Tap into Your Analytics
Analytics tools can provide a wealth of information about the individuals who interact with your company online, even if they’ve not yet made a purchase. With the new advanced segmentation features from Heap, companies can more accurately determine key user behaviors on their websites. You can create segments that reflect new versus repeat visitors, engagement with certain touchpoints, and more. This makes it easy to answer key questions like which touchpoint within a customer journey is the buyer most likely to engage with first and which cadences get prospects to convert to paying customers.
Creating a Buyer Persona
Once you’ve gone through the data collection process, you’ll have a lot of raw, insightful information about your target audience. The next step is to leverage the research for identifying commonalities and trends, create at least one buyer persona, and share it with the rest of the team. Here’s a step-by-step overview of measures you need to take to make it happen.
Fill Out the Bio
It may be tempting glance over or skip the bio part of your customer persona completely, but challenge yourself and give the persona a face that depicts an actual human. This includes a profile image, name, job title, and city/country where your persona is based. Ideally, you’ll have data on file from your own research endeavors, but if not you can get obtain information from your audiences’ social media profiles.
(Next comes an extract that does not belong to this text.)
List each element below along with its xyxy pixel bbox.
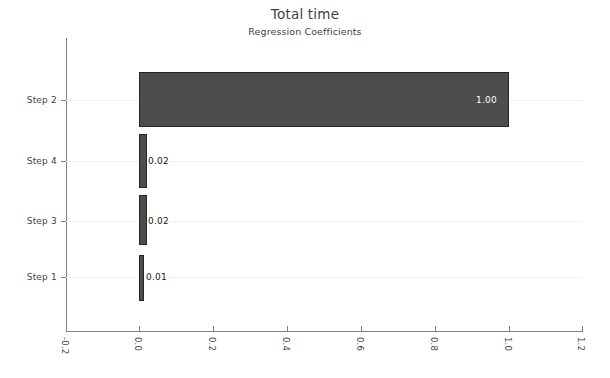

Jot Down Your Persona’s Preferences
This is where you’ll put in the insights you’ve obtained from those customer surveys. What do your prospects expect from companies like yours? What keeps them up at night? Read over the answers within the survey form and write up the patterns indicating their preferences on your persona template. You can also write some of the answers as quotes to exemplify what your audience is concerned about. Additionally, you can draft a list of concerns to ensure your sales and marketing teams are ready to address them during their interactions with prospective customers.
Craft an Elevator Pitch
Through your initial research, you’ve probably uncovered what features interest your target audience, the language they use to discuss them, and what brands they’re already using. Use all of these findings to craft an elevator pitch that positions your company in a way that resonates with your target persona. Do you sell enterprise management software? A social media tool? Then your marketing message can go into the nitty-gritty of your offering and deliver a consistent message to the customer. This will also help you ensure sales and marketing are speaking the customer’s language at the different stages of the buyer’s journey.
Documentation is Key for Persona Marketing
When all is said and done, make sure to documenting your buyer personas. Don’t assume everyone in your company truly identifies your ideal buyer or is capable of retaining insights. Creating, documenting, and distributing personas company-wide is necessary to ensure all aspects of your marketing are executed with the same approach. Documentation of personas is also a rewarding activity that keeps your personnel in the loop about how your audience thinks, how they behave and ultimately how they make buying decisions. The result: a systemized, proven marketing asset that will help you blast through your growth goals.